Anthropological typology was the categorization of human species by races based on observable traits such as head shape, skin color, or stature. The model was built on the (now discredited) assumption that humans from different ethnic regions can be assigned to a race because of similar physical traits.
In the typologist’s handbook, every individual belongs to an enduring essence. Variation therefore is coincidence and irrelevant. Throughout the modern era, “objective” photography was enlisted to classify the world and its people, turning type into stereotype.

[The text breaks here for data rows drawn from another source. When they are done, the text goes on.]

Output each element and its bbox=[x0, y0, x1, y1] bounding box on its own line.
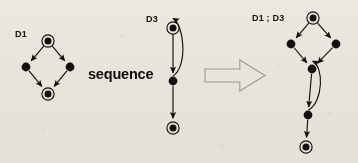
node-terminal bbox=[307, 12, 319, 24]
node-state bbox=[308, 65, 317, 74]
figure-canvas: D1 sequence D3 D1 ; D3 bbox=[0, 0, 358, 163]
node-group-d1-d3 bbox=[287, 12, 341, 153]
node-state bbox=[332, 40, 341, 49]
edge-arrow bbox=[317, 23, 330, 38]
node-state bbox=[304, 111, 313, 120]
node-state bbox=[287, 40, 296, 49]
edge-group-d1-d3 bbox=[294, 23, 332, 137]
edge-arrow bbox=[318, 48, 333, 64]
edge-arrow bbox=[307, 120, 308, 137]
node-terminal bbox=[300, 141, 312, 153]
edge-arrow bbox=[309, 74, 312, 107]
graph-d1-d3 bbox=[0, 0, 358, 163]
edge-arrow bbox=[296, 23, 309, 38]
edge-arrow bbox=[294, 48, 307, 63]
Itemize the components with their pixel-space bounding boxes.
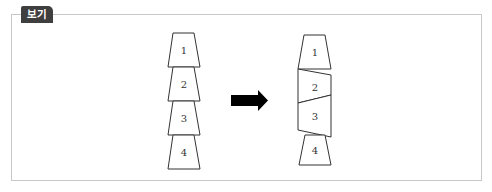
after-block-1: 1 <box>298 35 331 69</box>
after-block-3: 3 <box>298 95 331 137</box>
before-block-1: 1 <box>168 33 200 67</box>
diagram-canvas: 1 2 3 4 1 2 3 <box>0 0 492 192</box>
before-stack: 1 2 3 4 <box>168 33 200 169</box>
before-block-2: 2 <box>168 67 200 101</box>
after-block-3-label: 3 <box>312 111 318 122</box>
after-block-2-label: 2 <box>312 82 318 93</box>
before-block-3: 3 <box>168 101 200 135</box>
before-block-4: 4 <box>168 135 200 169</box>
right-arrow-icon <box>231 90 268 111</box>
after-stack: 1 2 3 4 <box>298 35 331 165</box>
after-block-4: 4 <box>299 135 331 165</box>
before-block-4-label: 4 <box>181 147 187 158</box>
before-block-2-label: 2 <box>181 79 187 90</box>
after-block-1-label: 1 <box>312 47 318 58</box>
before-block-1-label: 1 <box>181 45 187 56</box>
after-block-4-label: 4 <box>312 145 318 156</box>
before-block-3-label: 3 <box>181 113 187 124</box>
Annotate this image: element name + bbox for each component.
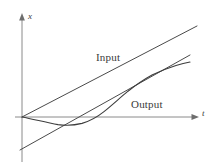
x-axis-arrow-icon <box>192 114 200 120</box>
y-axis-label: x <box>28 12 32 21</box>
plot-canvas <box>0 0 215 166</box>
figure-container: Input Output x t <box>0 0 215 166</box>
output-label: Output <box>131 99 163 110</box>
y-axis-arrow-icon <box>19 13 25 21</box>
input-ramp-line <box>22 26 197 117</box>
input-label: Input <box>96 52 120 63</box>
output-response-curve <box>22 62 190 125</box>
x-axis-label: t <box>202 109 205 118</box>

That makes Hoppé’s way of working paradoxical. In the photography of individuals his aim was to produce work in which character prevailed, not flattery or type. Looking for uniqueness, he would try to get around appearance by immersing himself in the subject’s world, reading their books, or going to see their films or plays, before taking their portraits.
The classification system used in many of his publications however was determined by the principle of type. It was what the “market” expected from photo books. One may even question if Emil took an active part in shaping his books (many of those were commissioned by publishers). He was seemingly indifferent towards past activities as he was always engaged in new projects.
This argument is substantiated by his decision in 1954 to sell five decades of work to a commercial London picture library archive known as the Mansell Collection. Founded by William Axon Mansell, this firm of art photographers and fine art printers had been trading since the 1870s from large premises in Oxford Street. Within this massive archive, his pictures were filed by subject matter, not by name. His work was “lost” as it became inaccessible to curators and historians. When Hoppé died in London in 1972, his name had been forgotten.
In 1997, the Mansell Collection was bought by Time Inc. and transferred from London to New York to become part of the Time-Life picture archive. It contained more than 600,000 pieces (prints, daguerreotypes, and glass plates) dating from the 1870s to the 1940s.
Thanks to patient recovery work carried out by Sydney-born Graham Howe, then curator of a picture library in Pasadena, California, Emil Hoppé’s photographs were uncovered and named, instantaneously inspiring renewed admiration for his work. A pioneer in a medium that for many decades would shape our view of the world reclaimed his rightful place in the critical history of photography.
Illustrations, from above: Emil Otto Hoppé, Deutsche Arbeit, 1930; Hoppé’s portrait “Big Chief White Horse Eagle of the Osagi Tribe, Oklahoma 1926” (Hoppé Estate Collection); Emil Otto Hoppé, “Albert Einstein Playing Violin” (1920s); Hoppé,’s “Lower Broadway” (1920s); Walter Sickert, “Maple Street, London,” ca 1920-23 (The Met, New York); and Emil Otto Hoppé, Untitled, 1920s.
Fascinating! I need to to check him out.
Thanks Jaap!
That is a new one Jaap – I had not heard of him and so good for that reason.